PEOPLE has reached out to Sunday Riley for comment.

Last year a former Sunday Riley employee shared an email with the subject “Homework time – Sephora.com Reviews” on a Reddit thread titled, “[PSA] Sunday Riley Employee: We Write Fake Sephora Reviews,” which ignited the controversy.

In the email, the brand’s employees were told to write “at least” three reviews over the course of two weeks to support the launch of Sunday Riley’s Saturn Sulfur Acne Treatment Mask and Space Race Fight Acne, Oil + Pores at Warp Speed Kit.

“We were forced to write fake reviews for our products on an ongoing basis, which came direct from Sunday Riley herself and her Head of Sales. I saved one of those emails to share here. Also, check out the glassdoor reviews for Sunday Riley, the ones that we weren’t asked to write, anyway, which are ACCURATE AF.”

In the email, employees were told what product details to include in the reviews. “Credibility is the key to the reviews! When reviewing Saturn please address things like how cooling it felt, the green color, the non-drying mask effect, radiance boosting, got rid of your acne after a couple uses.”

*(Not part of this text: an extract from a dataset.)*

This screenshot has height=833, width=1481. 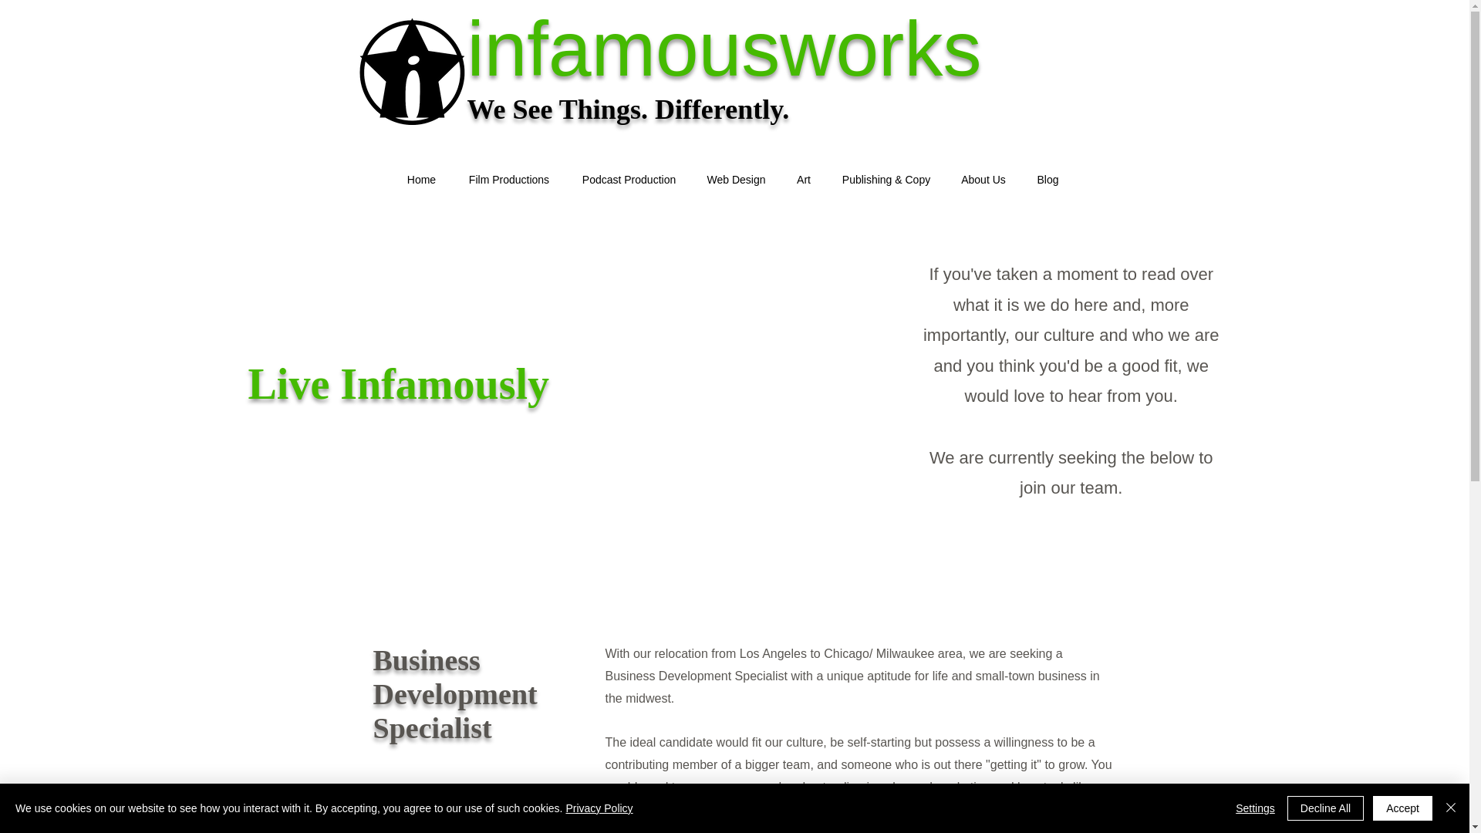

The story went viral once the anonymous Instagram account@esteelaundry, which shares beauty industry gossip, posted the news of the Reddit thread. Shortly after, Estee Laundry posted a comment from Sunday Riley’s Instagram account, in which the brand admitted to posting the fake reviews.

“At one point, we did encourage people to post positive reviews at the launch of this product, consistent with their experiences. There are a lot of reasons for doing that, including the fact that competitors will often post negative reviews of products to swing opinion. It doesn’t really matter what the reasoning was. We have hundreds of thousands of reviews across platforms around the globe and it would be physically impossible for us to have posted even a fraction of these reviews.”